Event Handlers¶
Event handlers are the bridge between the optimization engine and your application. Every time ai4rag completes an iteration or changes its internal state, it notifies your handler — giving you full visibility into the experiment without coupling your code to the engine's internals.
Core Concept¶
BaseEventHandler is an abstract class with two methods you must implement:
| Method | When it fires |
|---|---|
on_status_change | At each step of the experiment (indexing, retrieval, evaluation, …) |
on_pattern_creation | After every RAG pattern is fully evaluated |
Your handler is passed to AI4RAGExperiment at construction time and called automatically throughout the run.
from ai4rag import AI4RAGExperiment
from ai4rag.utils.event_handler import BaseEventHandler
experiment = AI4RAGExperiment(
...
event_handler=MyEventHandler(),
)
on_status_change¶
Called whenever the engine transitions between steps. Use it for progress tracking, logging, or alerting.
| Parameter | Type | Description |
|---|---|---|
level | LogLevel | Severity: INFO, WARNING, or ERROR |
message | str | Human-readable description of what is happening |
step | str | None | Name of the current experiment step |
on_pattern_creation¶
Called once per evaluated RAG pattern. This is where you receive the full evaluation result and can persist, forward, or display it.
def on_pattern_creation(
self, payload: PatternPayload, evaluation_results: list[EvaluationRecord], **kwargs
) -> None:
...
payload — pattern summary¶
{
"pattern_name": "Pattern1",
"iteration": 0,
"final_score": 0.72,
"execution_time": 134, # seconds
"schema_version": "1.0",
"producer": "ai4rag",
"scores": {
"scores": {
"faithfulness": {"mean": 0.72, "ci_low": 0.61, "ci_high": 0.83},
"answer_correctness": {"mean": 0.68, "ci_low": 0.55, "ci_high": 0.81},
"context_correctness": {"mean": 0.80, "ci_low": 0.70, "ci_high": 0.90},
},
"question_scores": {
"faithfulness": {"q0": 0.71, "q1": 0.73, ...},
...
},
},
"settings": {
"chunking": {"method": "recursive", "chunk_size": 512, "chunk_overlap": 64},
"embedding": {"model_id": "...", "distance_metric": "cosine", ...},
"retrieval": {"method": "simple", "number_of_chunks": 5, "search_mode": "vector"},
"generation": {"model_id": "...", ...},
"vector_store": {"datasource_type": "chroma", "collection_name": "..."},
},
}
evaluation_results — per-question breakdown¶
[
{
"question": "What is ...?",
"answer": "According to the document ...",
"correct_answers": ["The correct answer is ..."],
"answer_contexts": [
{"text": "Retrieved chunk text ...", "document_id": "doc1.pdf"},
],
"scores": {
"faithfulness": 0.71,
"answer_correctness": 0.65,
"context_correctness": 0.80,
},
},
...
]
Built-in Handlers¶
Two ready-to-use implementations are provided:
LocalEventHandler — saves each pattern's payload and evaluation_results as JSON files under a given output directory. Ideal for local development.

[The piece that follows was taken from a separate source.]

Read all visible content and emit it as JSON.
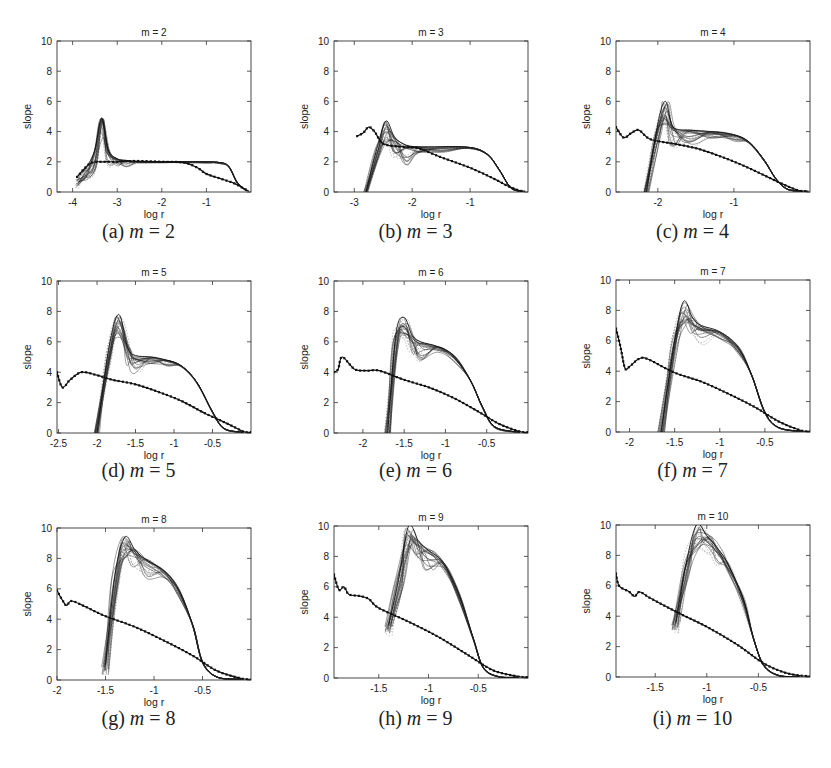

from ai4rag.utils.event_handler import LocalEventHandler
handler = LocalEventHandler(output_path="./results")
KFPEventHandler — accumulates all status changes and pattern results in memory (.status_changes and .patterns lists). Designed for Kubeflow Pipelines components where you need to access results after the experiment finishes.
from ai4rag.utils.event_handler import KFPEventHandler
handler = KFPEventHandler()
experiment.run(...)
print(handler.patterns) # access after the run
Writing a Custom Handler¶
Subclass BaseEventHandler and implement both methods. The example below forwards results to an external API:
import requests
from ai4rag.utils.event_handler import BaseEventHandler, LogLevel, PatternPayload, EvaluationRecord
class MyEventHandler(BaseEventHandler):
def on_status_change(self, level: LogLevel, message: str, step: str | None = None) -> None:
if level == LogLevel.ERROR:
requests.post("https://my-service/alerts", json={"step": step, "message": message})
def on_pattern_creation(
self, payload: PatternPayload, evaluation_results: list[EvaluationRecord], **kwargs
) -> None:
requests.post("https://my-service/patterns", json={
"name": payload["pattern_name"],
"score": payload["final_score"],
"settings": payload["settings"],
})
Your handler can do anything: write to a database, push metrics to a dashboard, send Slack notifications, or stream results to a frontend — the engine does not care.